The UC Davis Police Were Right to Pepper Spray the Occupy Protesters

You have a First Amendment right to free speech. You do not, however, have a First Amendment right to trespass or set up a hobo camp. This is the problem with the Occupy protesters, well, besides the fact that most of them don’t seem to know why they’re protesting. They believe the law applies to everybody but them.

They scream at the police, threaten them, flick lit cigarettes at cops, deliberately back into police in riot gear, block traffic, refuse orders to move, and do everything humanly possible to bait the police. Then predictably, when they get what they’ve been begging for, whether it be a baton to the body or pepper spray to the face, they play the victim. It’s like watching people run around in the middle of a busy freeway hoping to be hit by a car so they can claim their First Amendment rights were violated. When the cops go up against this sort of rambunctious mob that’s doing everything possible to create a violent clash, your sympathies should always be with the police.
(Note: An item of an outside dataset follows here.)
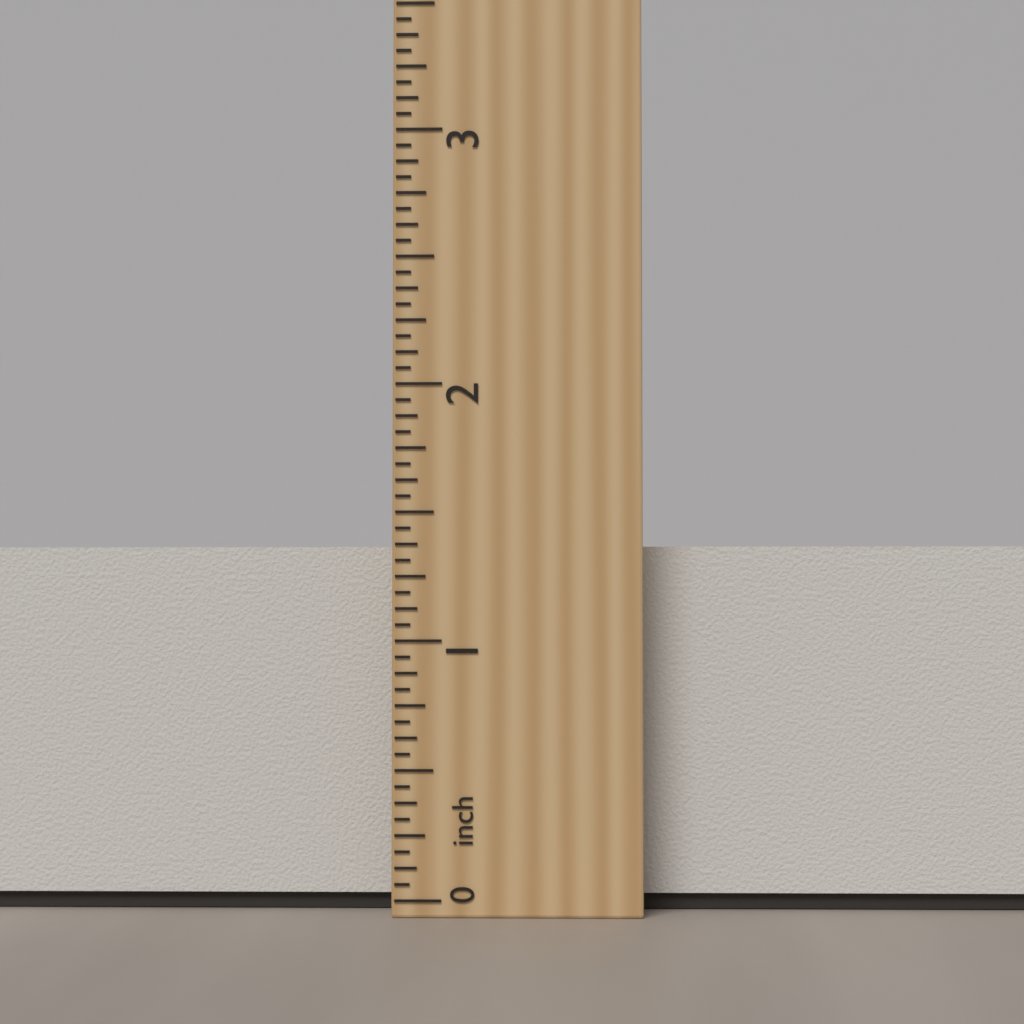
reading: 1.3750 inch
That brings us to UC Davis where the Occupy mob had set up tents and refused to take them down. Then they were asked to move by the police — and they refused. At that point, they sat down and locked arms to keep the police from moving them. All of the protesters knew they were going to be hit with pepper spray and they could have simply gotten up and moved. It was actually safer for everyone involved, particularly the police, to spray the protesters first — than to risk injuring them by trying to slowly pry them apart, while other protesters could get access to the officers’ backs. Pepper spraying those protesters in the face was absolutely the right thing to do.

Again, the problem wasn’t the police; it was that the protesters thought they should be allowed to break the law with impunity. They learned they were wrong about that. That’s a good thing. When people break the law, the police need to be allowed to use as much force as necessary to get everything under control and it’s too bad that these police officers, who did exactly the right thing, are being vilified by unethical people for the sake of politics. In actuality, cities across the country could learn a lot from UC Davis. Had the rest of the country forced the Occupy protesters to obey the law from the beginning, including using pepper spray where necessary, it undoubtedly would have led to a lot less vandalism, violence, and women being raped by Occupy protesters.